Polymorph provides a dead simple interface for providing some limited functionality for polymorphic has_many :through relations. Why would we use this?
Say we have a schema like this:
class Discussion
has_many :comments
end
class Comment
belongs_to :discussion
belongs_to :participant, polymorphic: true
end
class User
belongs_to :comment, as: :participant
end
class Robot
belongs_to :comment, as: :participant
end
Sure would be cool here to call discussion.participants
, and get back an ActiveRecord::Relation
that we could play with, which had both Users and Robots in it. But, if we try this in rails:
ActiveRecord::HasManyThroughAssociationPolymorphicSourceError: Cannot have a has_many :through association
(ಠ_ಠ)
But with Polymorph, we can write a line of code like this:
polymorph :participants, through: :comments, source_types: [:users, :robots], fields: [:id, :name]
And get a polymorphic ActiveRecord::Relation
back:
#<ActiveRecord::AssociationRelation [
#<User id: 1, name: "Fry">,
#<User id: 2, name: "Leela">,
#<Robot id: 1, name: "Bender">
]>
This means we can do some quite cool things we weren't able to before, like:
# get the names of all participants
discussion.participants.pluck(:name)
# count the number of participants
discussion.participants.count
# notify all discussion participants
discussion.participants.map(&:notify!)
# or generally any other nice duck-typed OO operations you'd care to name
discussion.participants.each { |p| DiscussionMailer.announce(p) if p.wants_emails? }
Add this line to your application's Gemfile:
gem 'activerecord-polymorph'
And then execute:
$ bundle
Or install it yourself as:
$ gem install polymorph
Polymorph does one thing and one thing only, and that is define the polymorph
method on ActiveRecord::Base
.
Available options:
- through: (required) The name of the relation you'd like to construct
- source_types: (required) A list of classes that could be returned by this polymorphic relationship
- fields: (optional, default: [:id]) A list of fields the polymorphic classes have in common (these are also the fields which you can do 'where' queries on)
- through_class: (optional) The name of the class the relationship reaches through. Is inferred by
through
by default. - source_column: (optional) The name of the polymorphic association columns (ie, this is the 'participant' in
participant_type
andparticipant_id
). Inferred from the relation name by default.
So, as a default, we could write
polymorph :participants, through: :comments, source_types: [:users, :robots]
Which would work perfectly if we're reaching for Users and Robots through Comments, and Users and Robots don't share any field names.
If Users and Robots share a 'name' field, we write:
polymorph :participants, through: :comments, source_types: [:users, :robots], fields: [:id, :name]
If we want to call these 'participants', but our database columns are already set to 'commenter_id' and 'commenter_type', we can invoke the source_column
method:
polymorph :participants, through: :comments, source_types: [:users, :robots], source_column: :commenter
If the ruby class cannot be inferred by the 'through' option, we can point it to the right place with through_class
:
polymorph :participants, through: :comments, source_types: [:users, :robots], through_class: Comments::Base
NB that this relation has somewhat limited support for further querying! Currently, we support count, pluck, and simple where clauses on common keys:
discussion.participants.count # => 3
discussion.participants.pluck(:name) # => ["Fry, Leela", "Bender"]
discussion.participants.where(name: "Bender") # => #<ActiveRecord::Relation [ #<Robot id: 1, name: "Bender" ]>
Using additional things like joins or where clauses for columns that aren't shared by the source tables will probably end in pain. I am open to extending this in the future, but it works for what I need it for for now. :D
I built this so that I could use it in Loomio. Please use it if you think it's helpful; and I'm happy to hear about any troubles you come across.
To install this gem onto your local machine, run bundle exec rake install
. To release a new version, update the version number in version.rb
, and then run bundle exec rake release
, which will create a git tag for the version, push git commits and tags, and push the .gem
file to rubygems.org.
Bug reports and pull requests are welcome on GitHub at https://github.com/gdpelican/activerecord-polymorph. This project is intended to be a safe, welcoming space for collaboration, and contributors are expected to adhere to the Contributor Covenant code of conduct.
The gem is available as open source under the terms of the MIT License.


Task brief. Everything from the line holding "Identify the location" through the final line of the records is to be transcribed exactly, except pictures, and nothing beyond that.
• • • • •
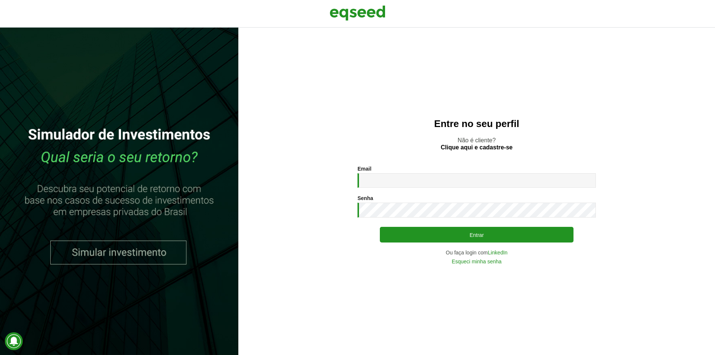 This screenshot has height=355, width=715. I want to click on label: Senha, so click(365, 198).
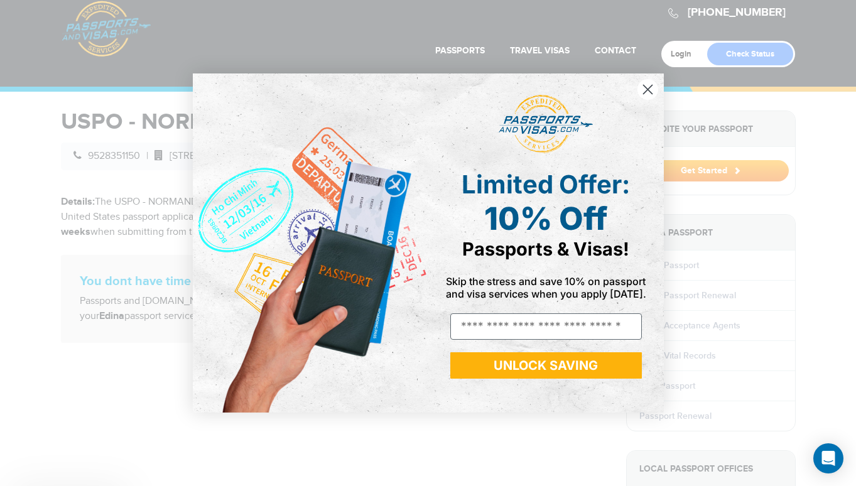 This screenshot has width=856, height=486. I want to click on img: passports and visas, so click(546, 124).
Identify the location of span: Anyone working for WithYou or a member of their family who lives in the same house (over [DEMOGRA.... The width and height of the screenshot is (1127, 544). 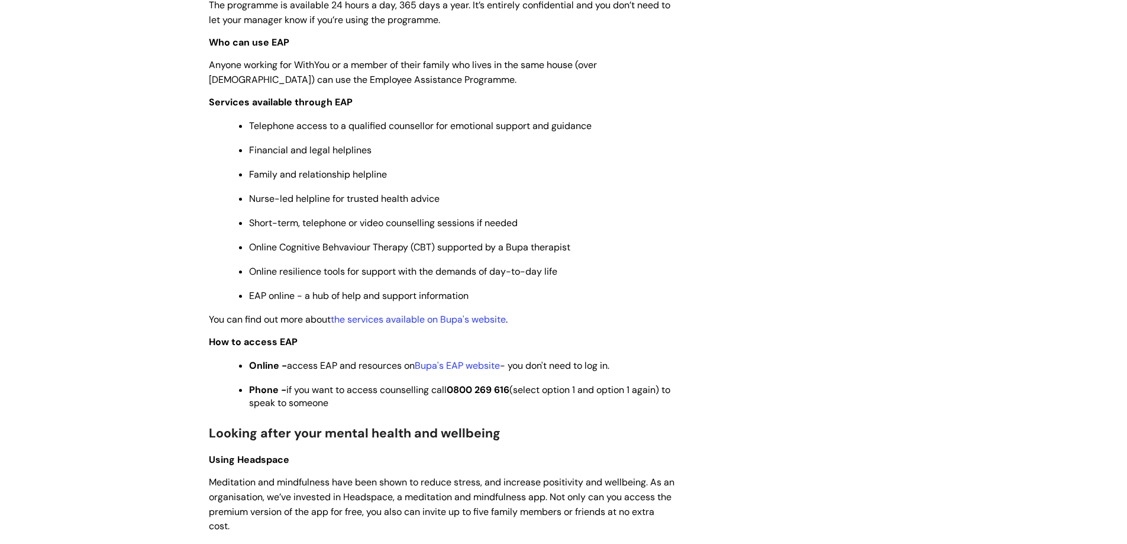
(403, 72).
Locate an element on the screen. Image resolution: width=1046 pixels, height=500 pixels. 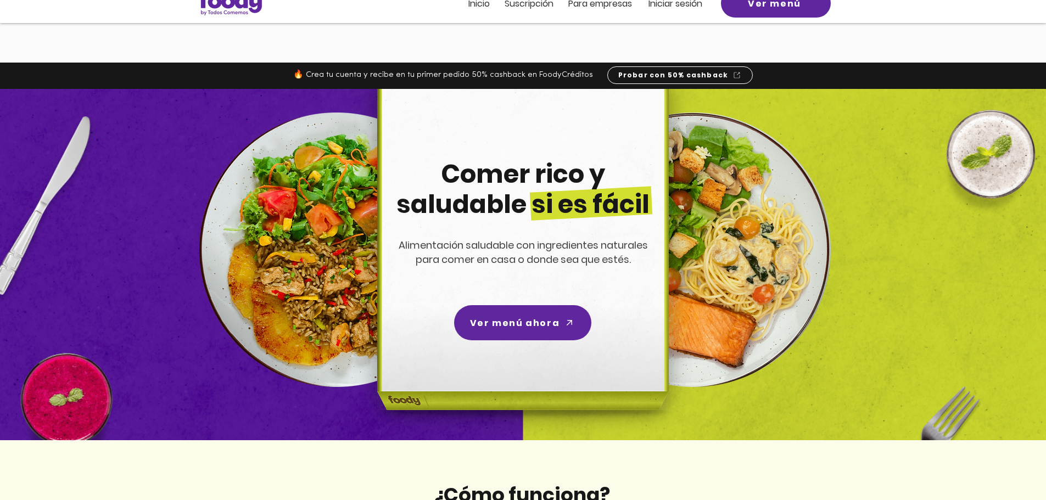
img: headline-center-compress.png is located at coordinates (521, 265).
• • • • •
Answer to this exercise.
Identify the location of span: Anyone working for WithYou or a member of their family who lives in the same house (over [DEMOGRA.... The width and height of the screenshot is (1127, 544). 
(403, 72).
Locate an element on the screen. Image resolution: width=1046 pixels, height=500 pixels. 
img: headline-center-compress.png is located at coordinates (521, 265).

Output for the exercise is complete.